Scrutiny Instead Of Silence. A Response To "Respect Differences? Challenging Common Guidelines In Social Justice Education", Barbara A. Peterson Dr.
Democracy and Education
Sensoy and DiAngelo (2014) argue for alternative behavioral guidelines than those currently being used in many social justice courses. Their alternative is to silence or constrain privileged voices so that marginalized voices have ample space to be heard and taken seriously. This raises the concern that silencing any group of persons runs too great a risk of alienating them to the point where their mistrust of the “other” is exacerbated rather than assuaged. This response suggests that, instead of silencing or even constraining privileged voices in the classroom, we may want to move toward developing in students the attitude that …
Moving Toward Equitable, Accessible, And Relevant Mathematics For All. A Book Review Of Rethinking Mathematics: Teaching Social Justice By The Numbers, Lauren Provost
Democracy and Education
A book review of Rethinking Mathematics: Teaching Social Justice by the Numbers, edited by Eric Gutstein and Bob Peterson.

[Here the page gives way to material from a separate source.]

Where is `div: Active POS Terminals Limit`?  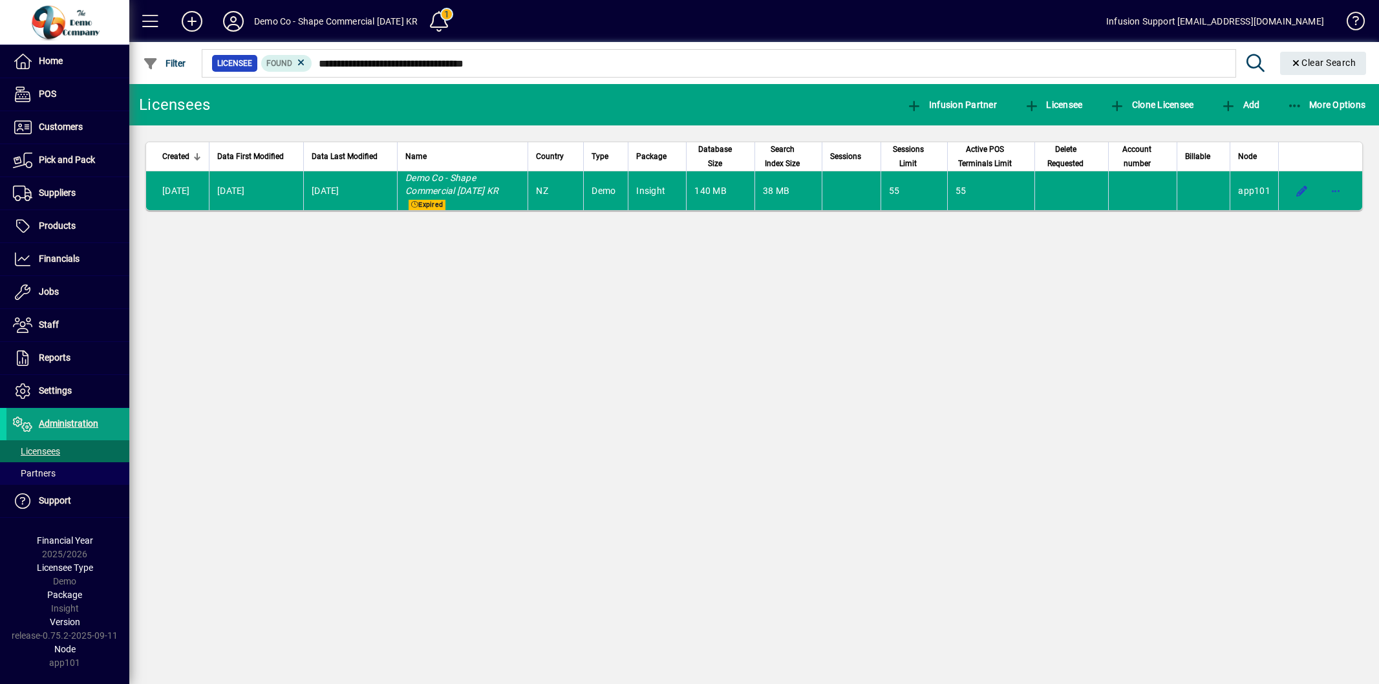
div: Active POS Terminals Limit is located at coordinates (990, 156).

Toward Resonant, Imaginative Experiences In Ecological And Democratic Education. A Response To "Imagination And Experience: An Integrative Framework", Michael Derby, Sean Blenkinsop, John Telford, Laura Piersol, Michael Caulkins
Toward Resonant, Imaginative Experiences In Ecological And Democratic Education. A Response To "Imagination And Experience: An Integrative Framework", Michael Derby, Sean Blenkinsop, John Telford, Laura Piersol, Michael Caulkins
Democracy and Education
In this response to Fettes's "Imagination and Experience," the authors further consider the varieties of educational experience that inspire ecological flourishing and a living democracy. The essential interconnectedness of encounter-driven and language-driven ways of knowing are explored with particular reference to the authors' involvement in a research project at an innovative elementary school in British Columbia, Canada.